Reddit gets a lot of flak, but let me just say: r/legaladvice? Lifesaver.
I’d been lurking for months. Watching other people’s horror stories. Learning vocabulary. Saving posts. The day Tracy tried to charge me rent, I sat down that night and wrote my own:
“Stepmom demanding rent in house grandparents left me. She doesn’t know I own it. What are my rights?”
The response was a mix of “holy crap” and “get a lawyer yesterday.”
So I did.
Using the money I’d been squirreling away from my Starbucks shifts, I booked a consultation with a local attorney. She was in her forties, sharp eyes, no nonsense. The kind of woman you immediately respected or feared or both.
I brought everything:
Copies of the deed and estate paperwork Grandpa’s lawyer had mailed me after he died.
Screenshots of Tracy’s texts about “making me contribute.”
Videos from my phone of her screaming in my face.
The audio of her trying to convince my dad to send me away.
My lawyer flipped through the documents, eyebrows climbing higher with each page.
“Your grandparents were very thorough,” she said. “They set up a trust. The house is in your name. There’s a clause preventing contesting without cause. This is airtight.”
“What about them?” I asked. “Can I… make them leave?”
She leaned back.
“You are the legal owner,” she said. “They are, essentially, tenants at will. You can serve them with an eviction notice. Standard timelines. It’ll feel messy because it’s family, but legally? It’s straightforward.”
“And the threats?” I asked, replaying Tracy’s “I’ll make your life hell.”
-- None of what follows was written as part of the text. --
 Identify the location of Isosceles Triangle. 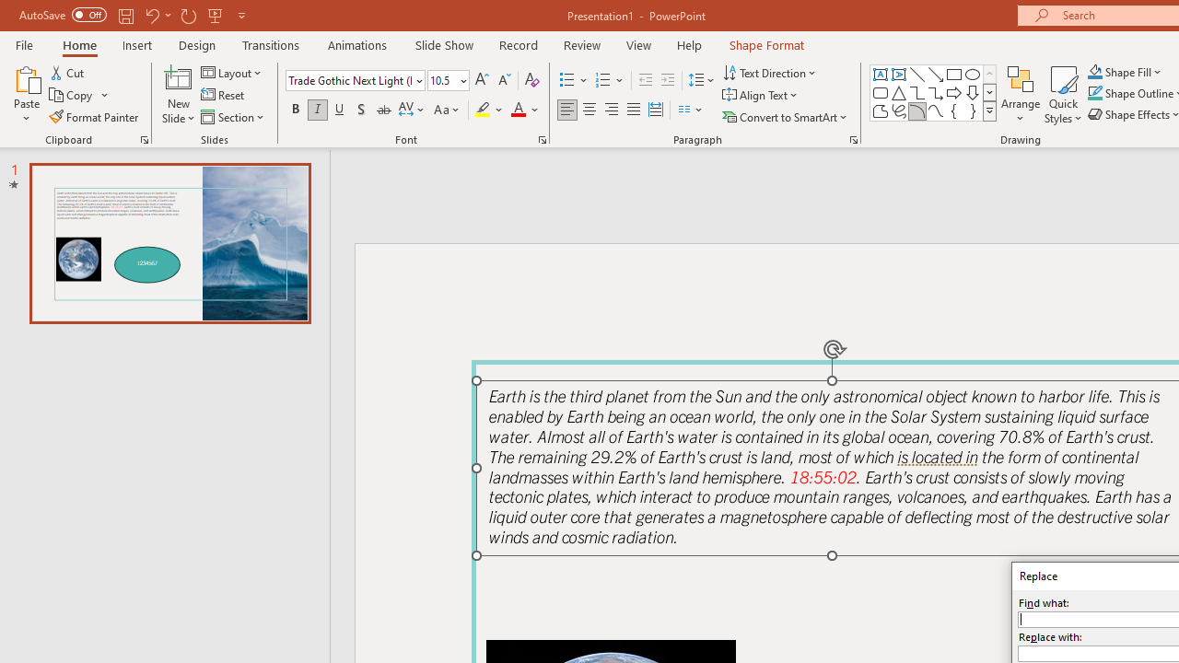
(899, 92).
“Document everything,” she said. “Save texts. Install security cameras. Don’t engage in screaming matches. If she threatens you again, that’s harassment. If she tries to take anything of your mother’s or grandparents’, that’s attempted theft.”
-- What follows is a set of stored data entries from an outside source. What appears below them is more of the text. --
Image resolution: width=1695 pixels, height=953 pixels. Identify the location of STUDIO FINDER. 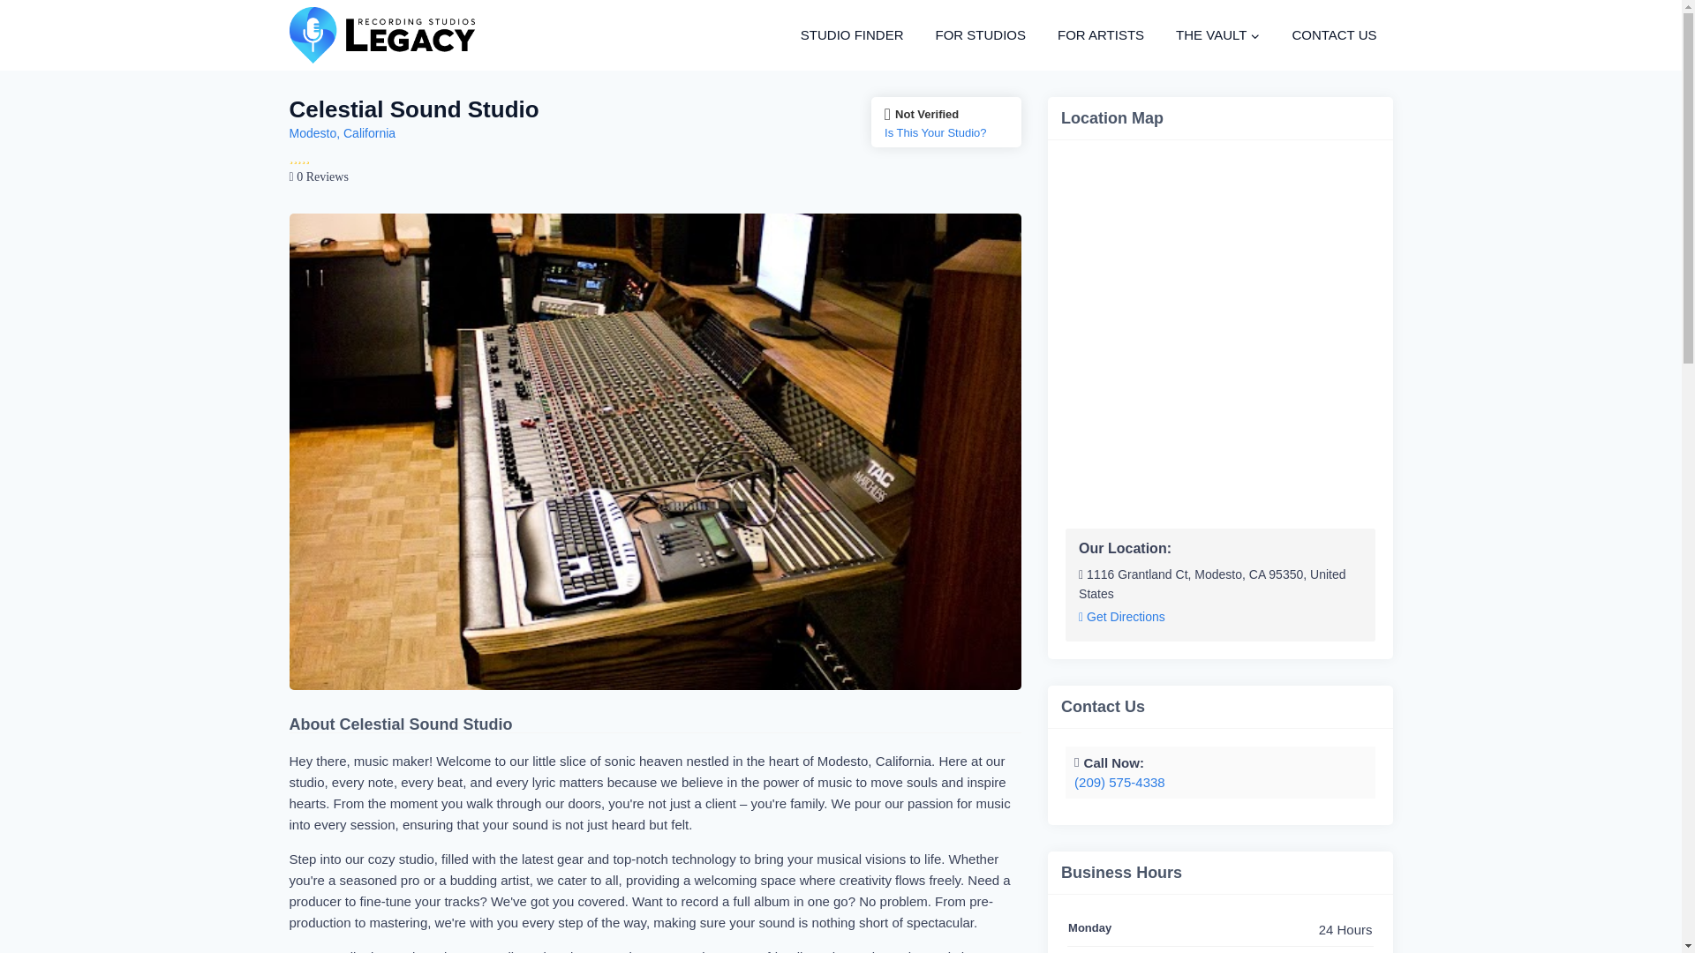
(852, 35).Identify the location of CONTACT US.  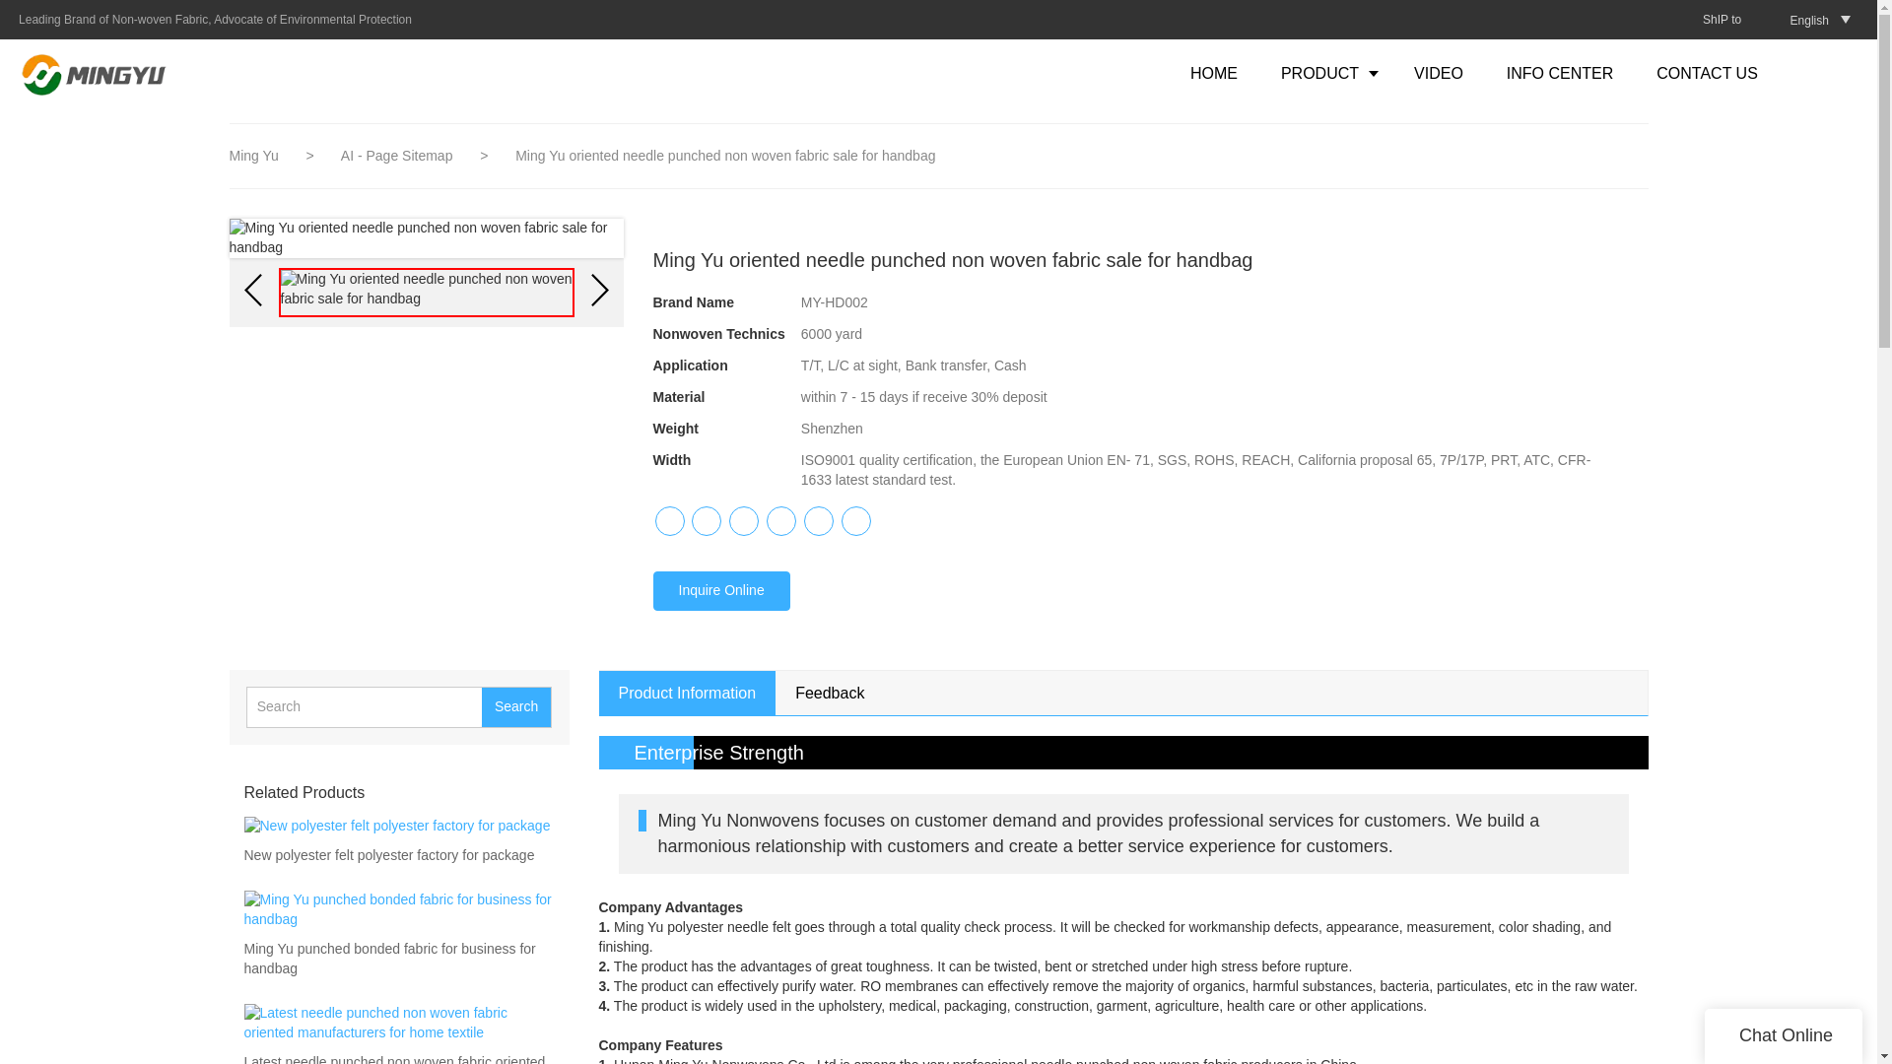
(1707, 73).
I walked out of that office feeling like I’d just been handed a sword.
For years, I’d been fighting with a plastic spoon.
Now? I had steel.
The eviction notice went out on a Tuesday.
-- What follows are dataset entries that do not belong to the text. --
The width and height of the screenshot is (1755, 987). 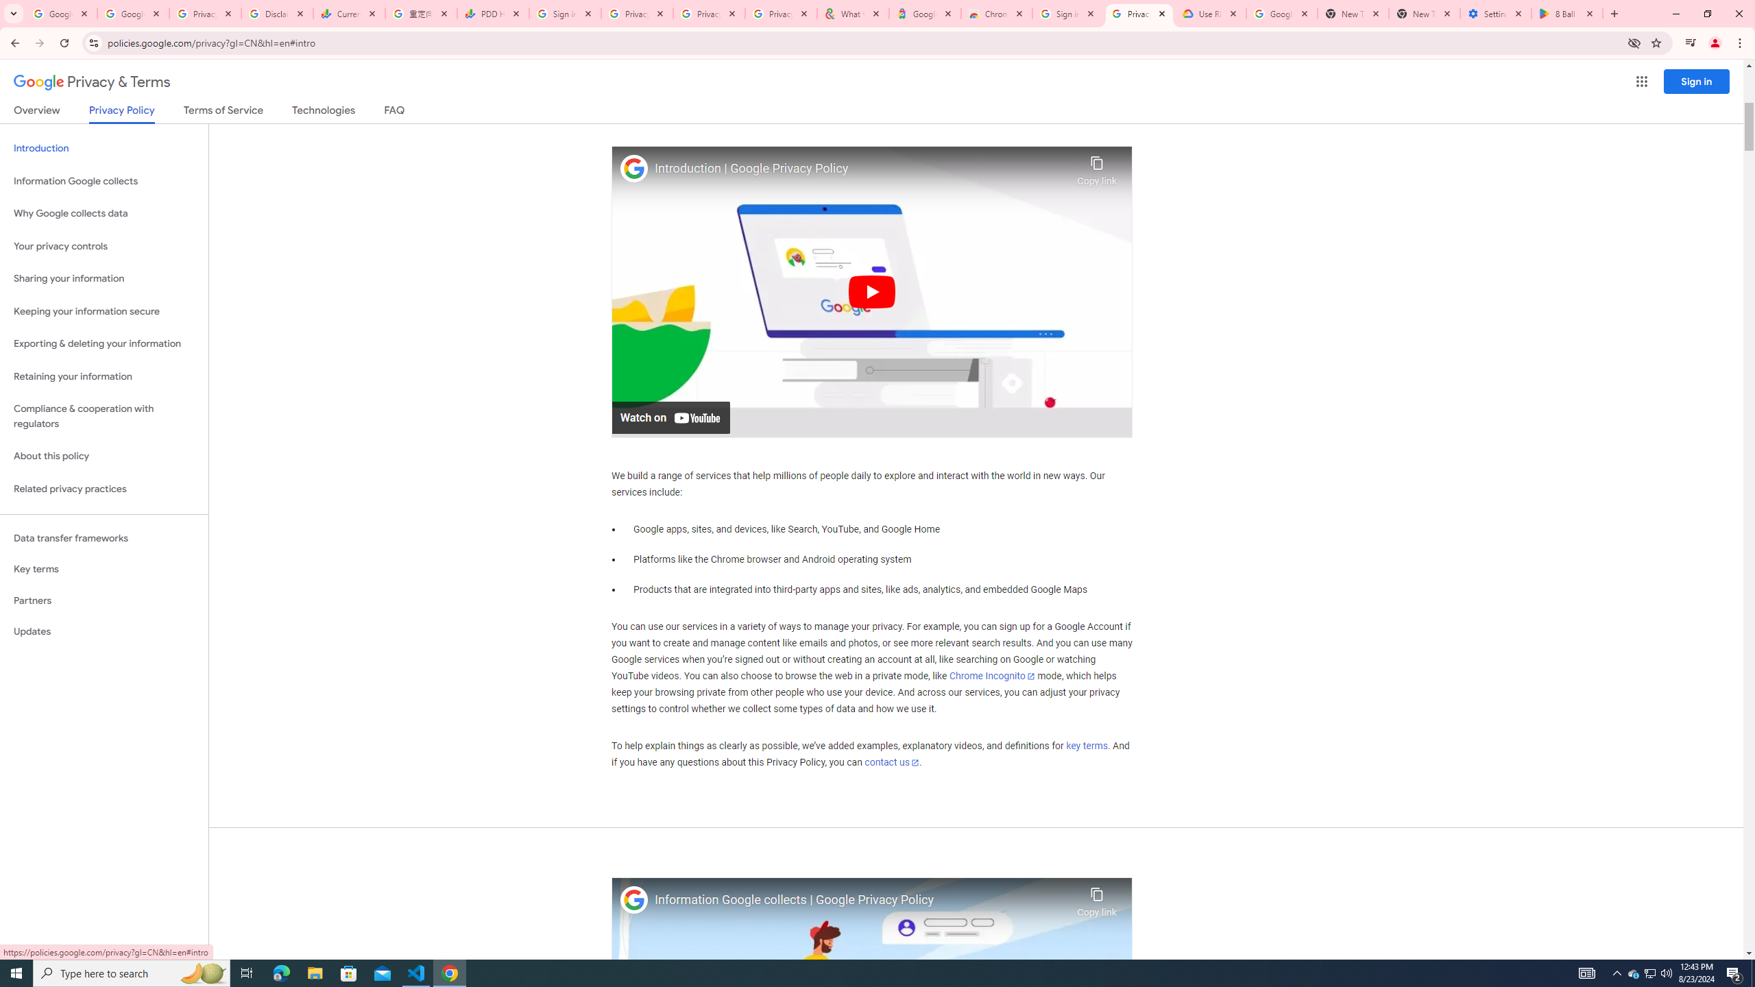 I want to click on About this policy, so click(x=104, y=456).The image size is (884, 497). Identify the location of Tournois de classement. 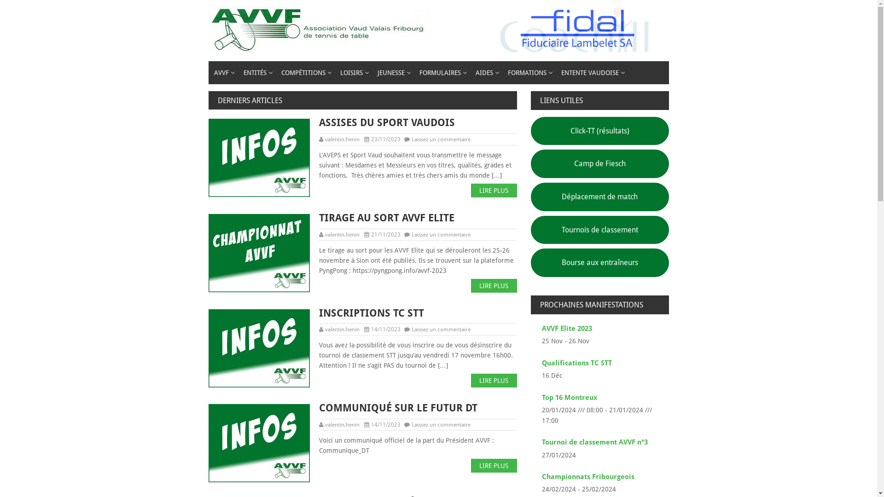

I printed three copies. One for Tracy. One for Brandon. One for Sierra. Because as far as the law was concerned, they were all adults living there without a lease.
I hired a process server because that’s one detail Reddit drilled into my brain: “Don’t DIY service. Get it done properly.”
He was a big guy with kind eyes. He knocked on the door while I sat at the kitchen table pretending to scroll my phone, heart pounding.